Griffith didn't sacrifice the Band of the Hawk for his dream. He did it because he hated himself.
I came across someone else's post, and suddenly it hit me: this is the most honest reading of Griffith I've ever seen.
Everyone says: "He wanted a castle. He was obsessed with his dream."
But let's be real.
Selfβloathing was always there.
β The day he sold his body. He already knew the price.
β Asking Guts: "Am I too cruel?" He wasn't asking β he was checking himself.
β He always sensed something was wrong inside. He just never let it stop him.
Then came a year of torture.
Paralysis. Total helplessness.
A man who controlled everything β now couldn't even control his own body.
And on top of that β Guts.
His Guts.
The one he had "claimed."
The one who was his equal.
Alive.
Living his own life.
Without him.
It wasn't jealousy. It was worse.
The realisation that you're no longer needed. That you're the past. That the world moves on, and you're stuck in the mud, hollow, with nothing ahead.
Yes, the dream remained. It was always there. But when you're empty inside, a dream isn't a driving force. It's the last anchor. The only thing keeping you from falling into the abyss.
But an anchor only holds if there's something to hold on to. And there wasn't.
Then came the Eclipse.
Not calculation.
Not strategy.
Just the only way out of a state you can't exist in.
He sacrificed those he loved β not because he craved power.
But because he hated himself so much he was ready to become someone everyone would hate.
Just so he wouldn't have to stay the person he hated himself.
---
A personal note.
I've sacrificed people (not literally) and goals many times in my life. And every time I looked back and thought: "Why?"

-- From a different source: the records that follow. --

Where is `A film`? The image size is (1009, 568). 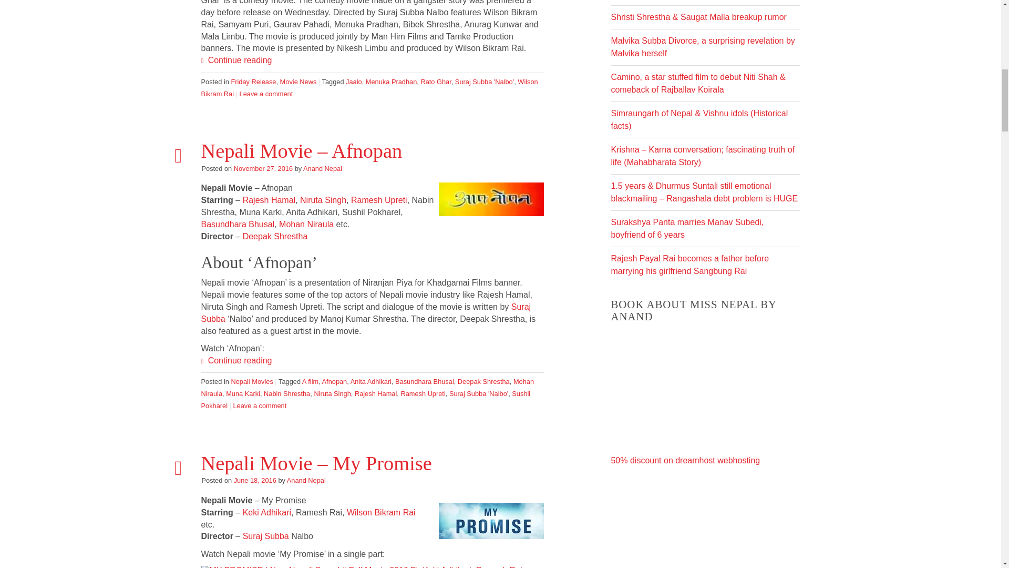
A film is located at coordinates (310, 382).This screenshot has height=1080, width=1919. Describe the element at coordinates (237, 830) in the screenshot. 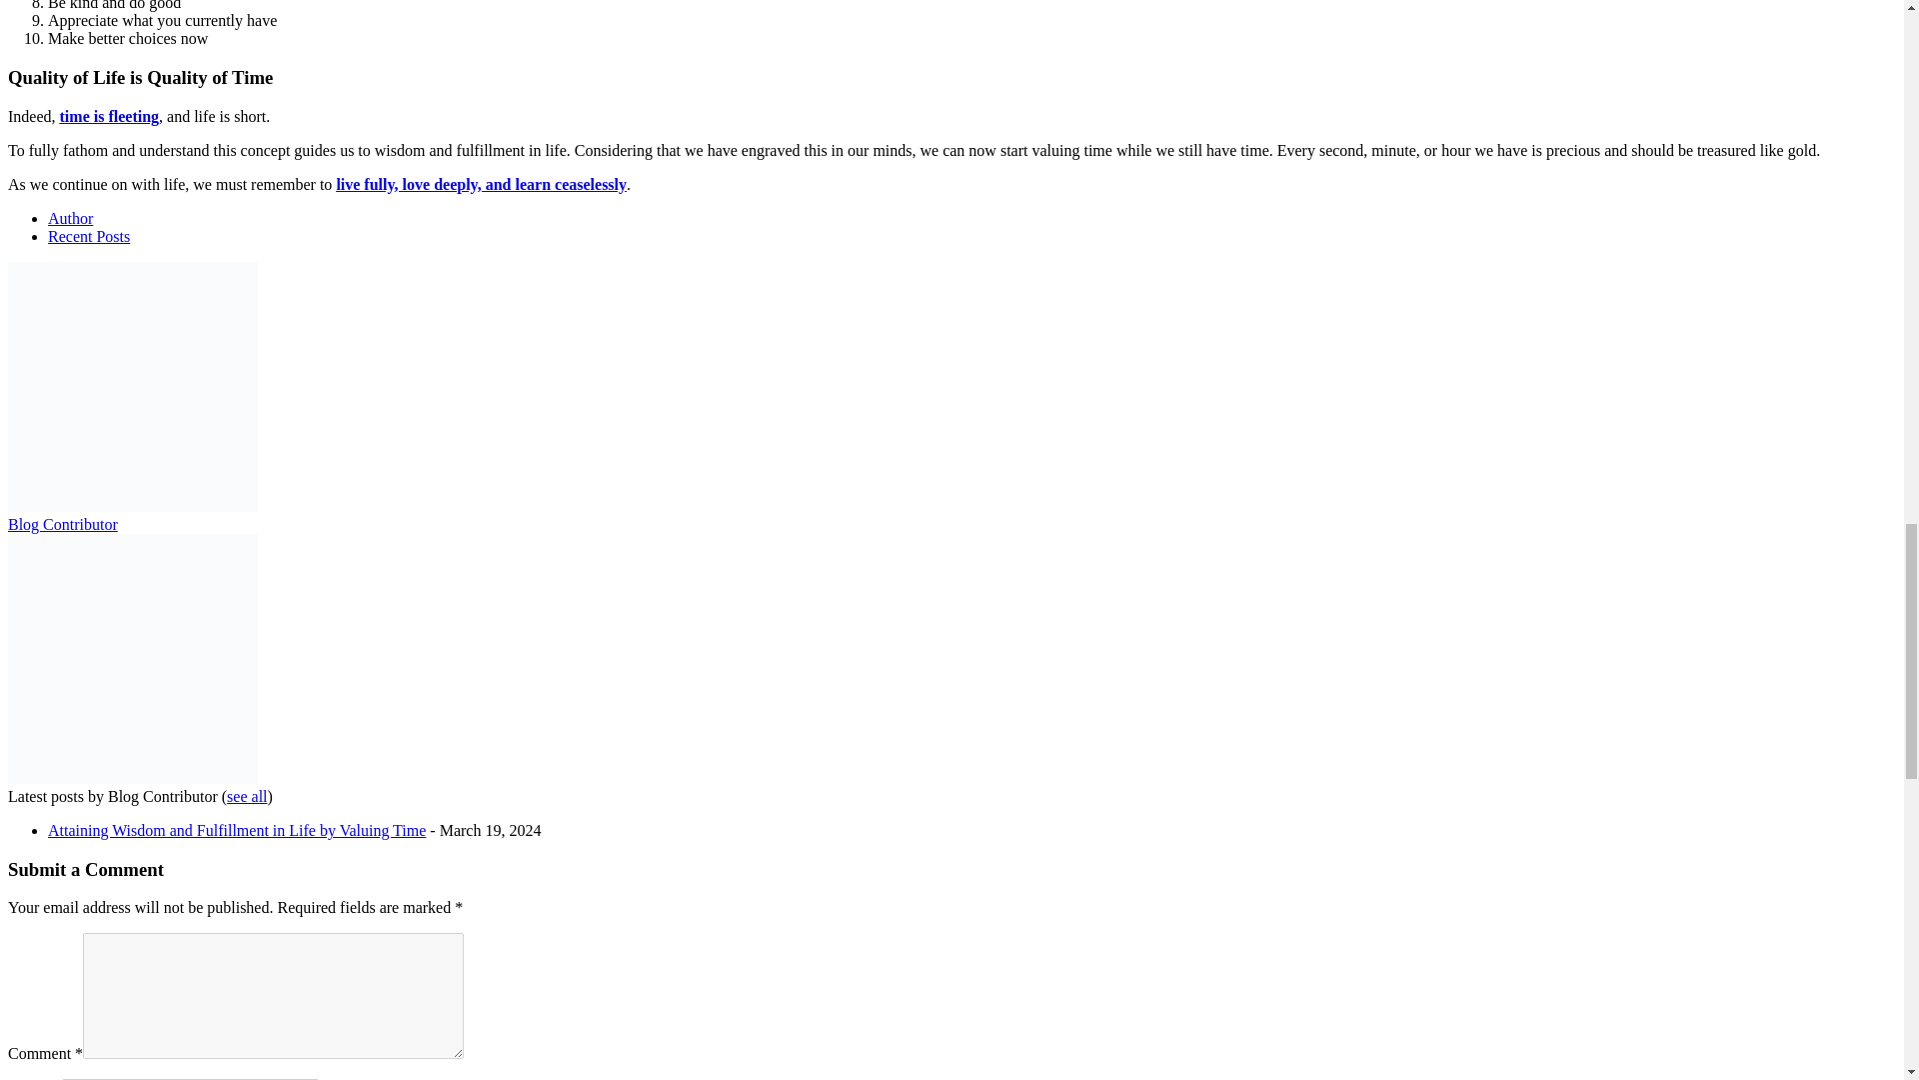

I see `Attaining Wisdom and Fulfillment in Life by Valuing Time` at that location.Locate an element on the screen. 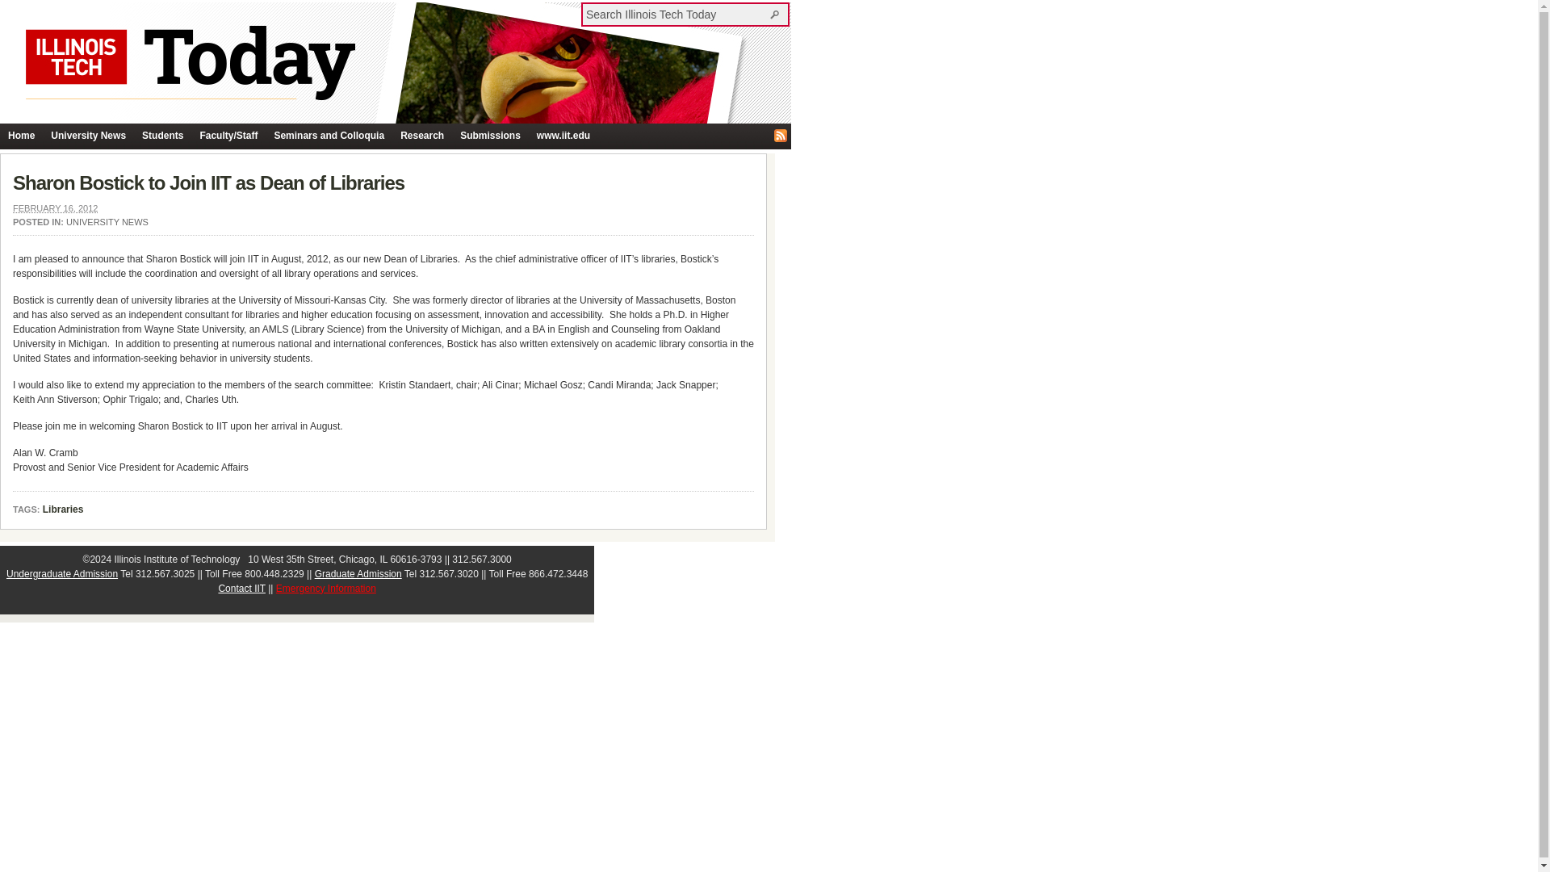 Image resolution: width=1550 pixels, height=872 pixels. Research is located at coordinates (422, 136).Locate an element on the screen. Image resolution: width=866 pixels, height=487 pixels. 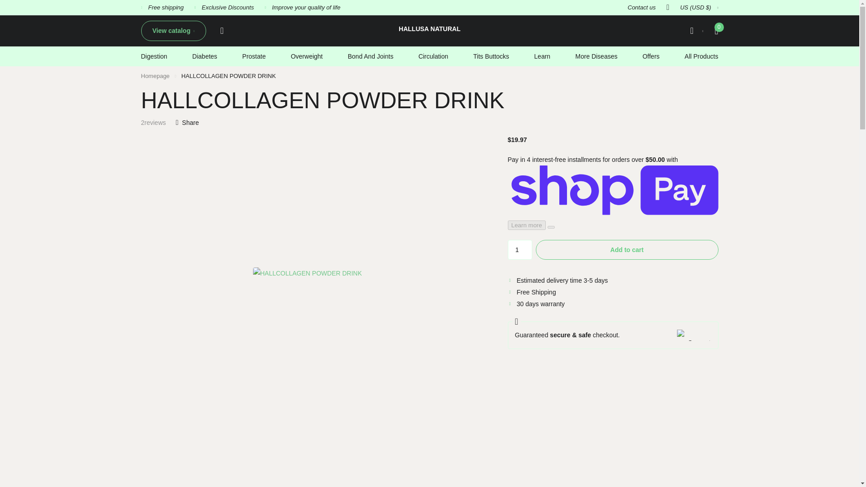
Contact us is located at coordinates (642, 8).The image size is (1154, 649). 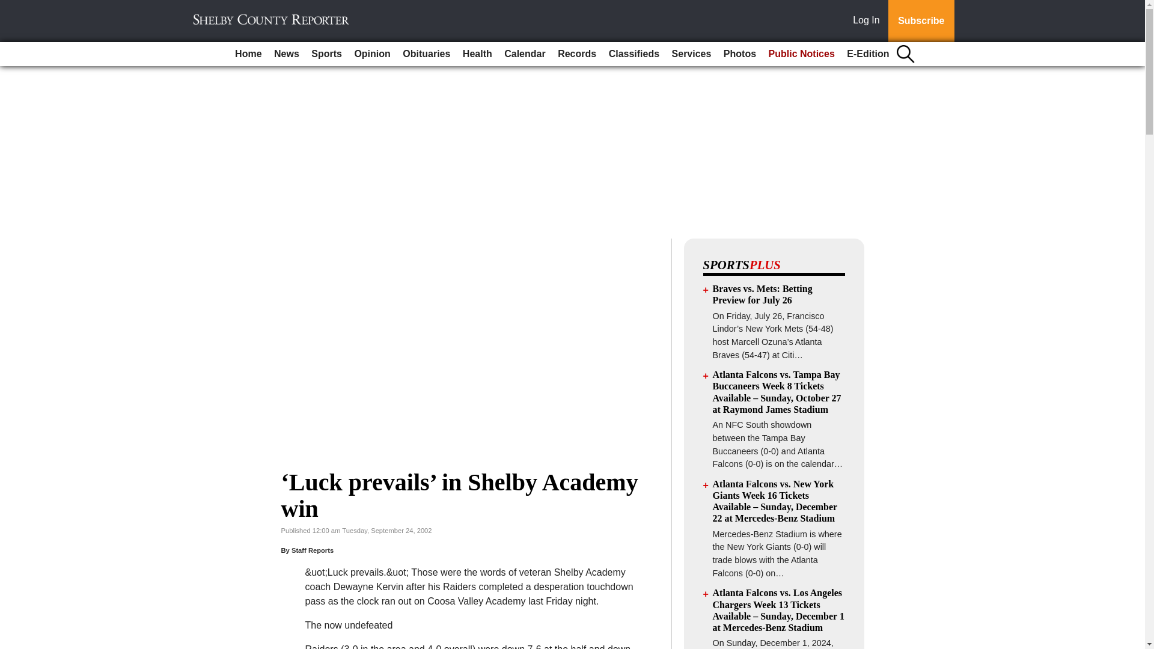 I want to click on Sports, so click(x=327, y=54).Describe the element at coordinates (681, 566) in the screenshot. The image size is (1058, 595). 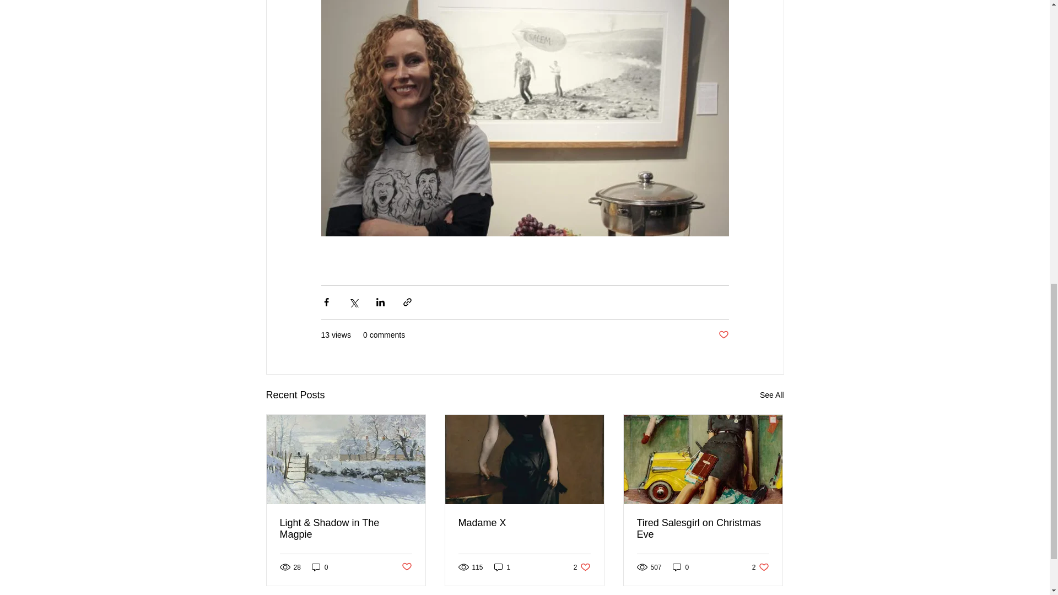
I see `0` at that location.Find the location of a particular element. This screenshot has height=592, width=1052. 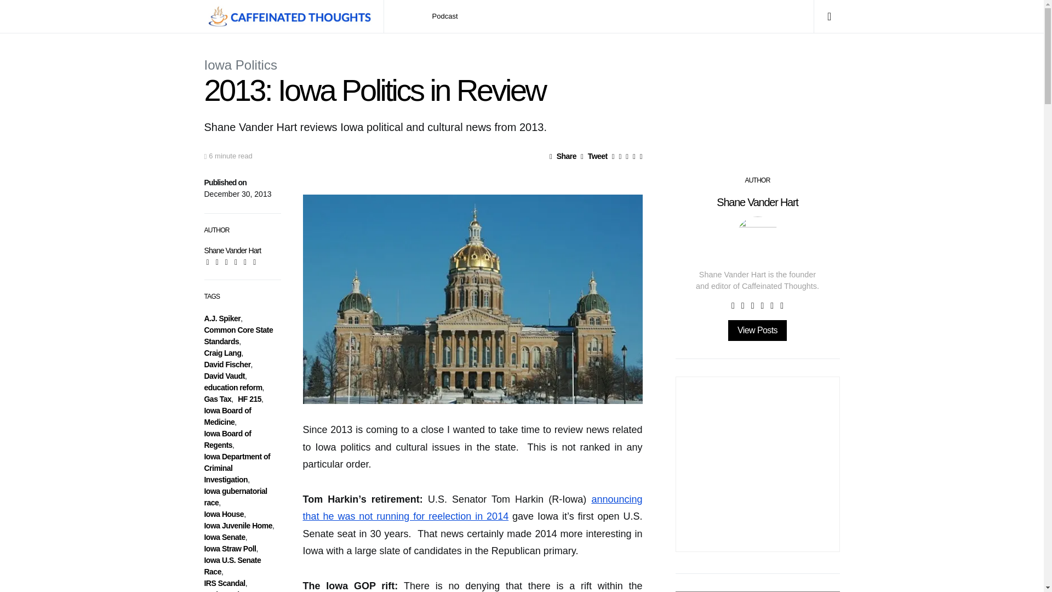

Podcast is located at coordinates (445, 16).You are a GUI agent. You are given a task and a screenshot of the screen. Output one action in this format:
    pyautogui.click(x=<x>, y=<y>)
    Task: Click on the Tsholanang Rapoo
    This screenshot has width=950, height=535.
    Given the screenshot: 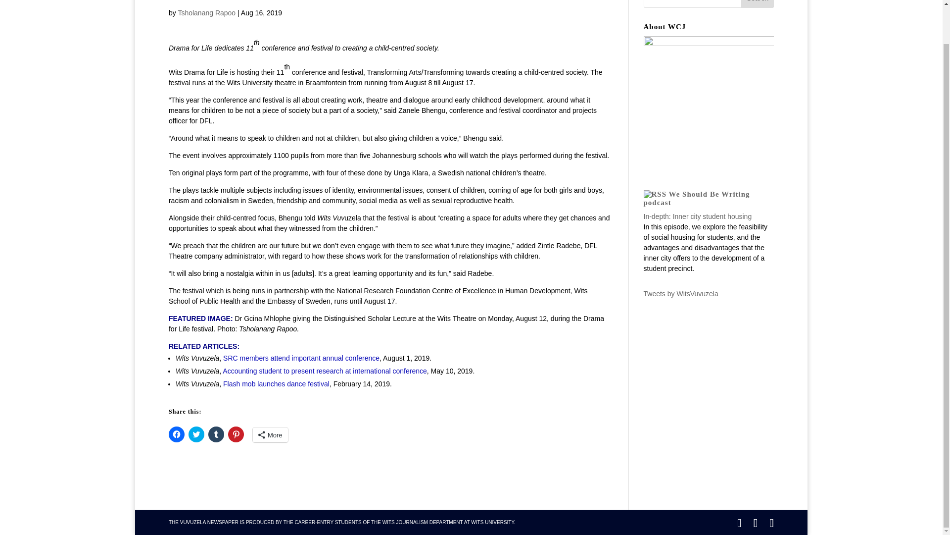 What is the action you would take?
    pyautogui.click(x=207, y=13)
    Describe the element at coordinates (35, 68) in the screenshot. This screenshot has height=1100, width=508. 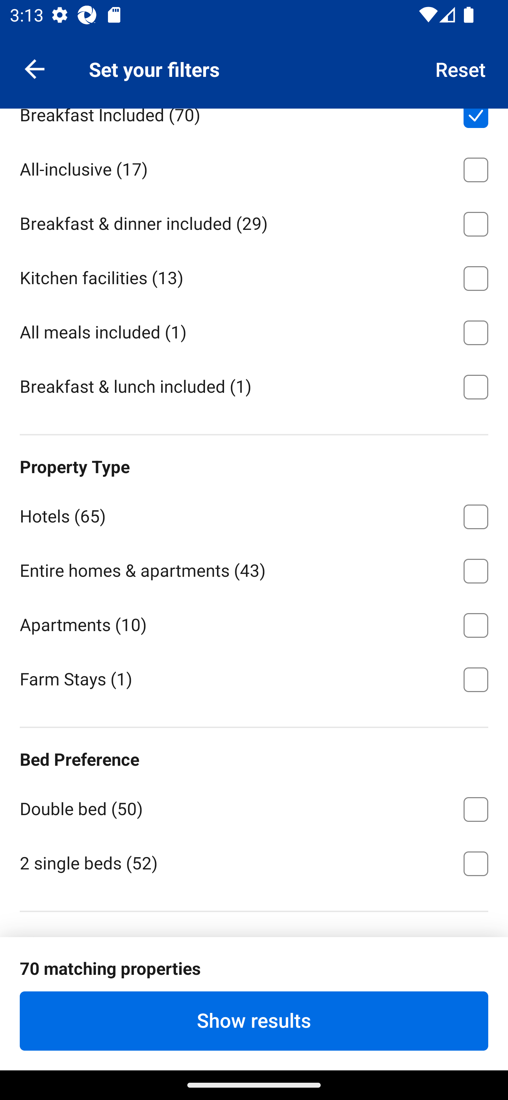
I see `Navigate up` at that location. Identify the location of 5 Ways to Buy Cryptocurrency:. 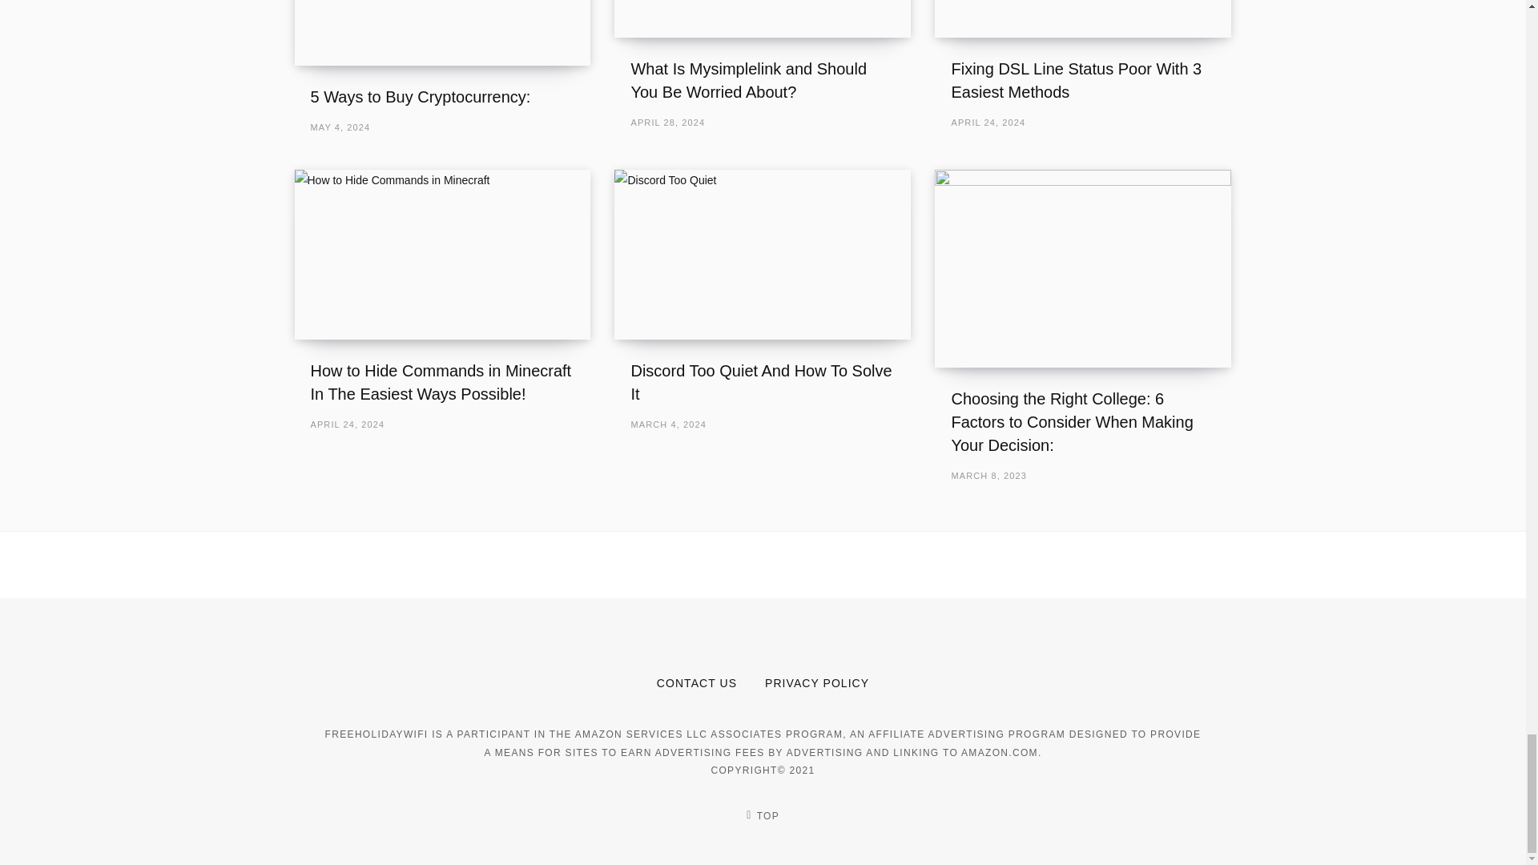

Only years later I understood.
It was never calculation.
It was never strategy.
It was always the same feeling:
"I won't be able to keep this."
Inner uncertainty. Fear I wouldn't manage. The belief that what I was holding would break anyway β so I'd rather break it myself.
I'm not justifying Griffith.
I just recognise that mechanism.
Sometimes people sacrifice what's dearest not because they want something greater. But because deep inside they're convinced: "I don't deserve this. I won't be able to hold it."
So it's easier to burn everything yourself than to watch it burn without you.